In 2011 alone, the Philadelphia District Attorney filed 6,560 such cases.

It is a scale of magnitude that dwarfs forfeiture operations elsewhere in Pennsylvania — and that brings in substantially more revenue: more than $6 million annually in recent years, an amount equivalent to roughly one-sixth of the entire annual city budget allocated to the Philadelphia DA. Between 2004 and 2009, Philadelphia collected some $36 million via civil forfeiture — double the take of the three next-largest counties combined. 

What accounts for the difference? One reason is that forfeiture in Allegheny County is generally pursued as part of the criminal, not civil, process.

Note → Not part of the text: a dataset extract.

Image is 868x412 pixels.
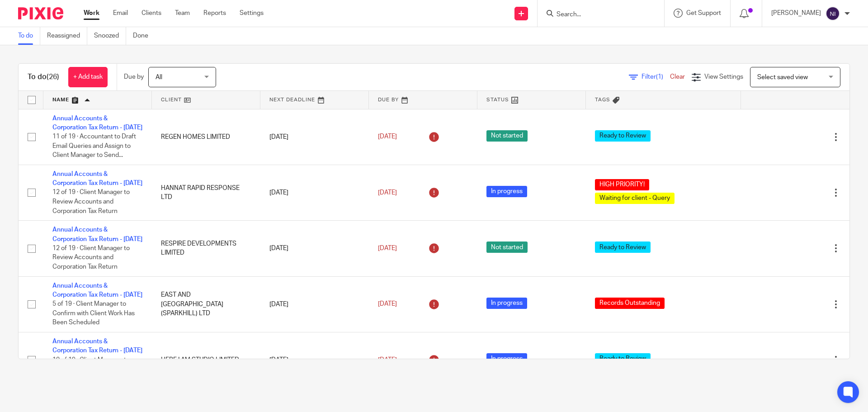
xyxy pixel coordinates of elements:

The county does forfeit currency and other property in thousands of cases each year — but generally does so only after a criminal conviction is secured, says Mike Manko, a spokesman for the Allegheny County District Attorney’s Office. As the role of forfeiture in Pennsylvania expanded, he says, the county’s president judge ordered that forfeitures involving criminal matters be handled in criminal court. One consequence of that decision: “In virtually all cases wherein a defendant is found not guilty of the controlled substance charge(s),” Manko says, “seized currency is returned.” Not so in Philadelphia, where forfeiture is pursued outside and irrespective of the criminal process.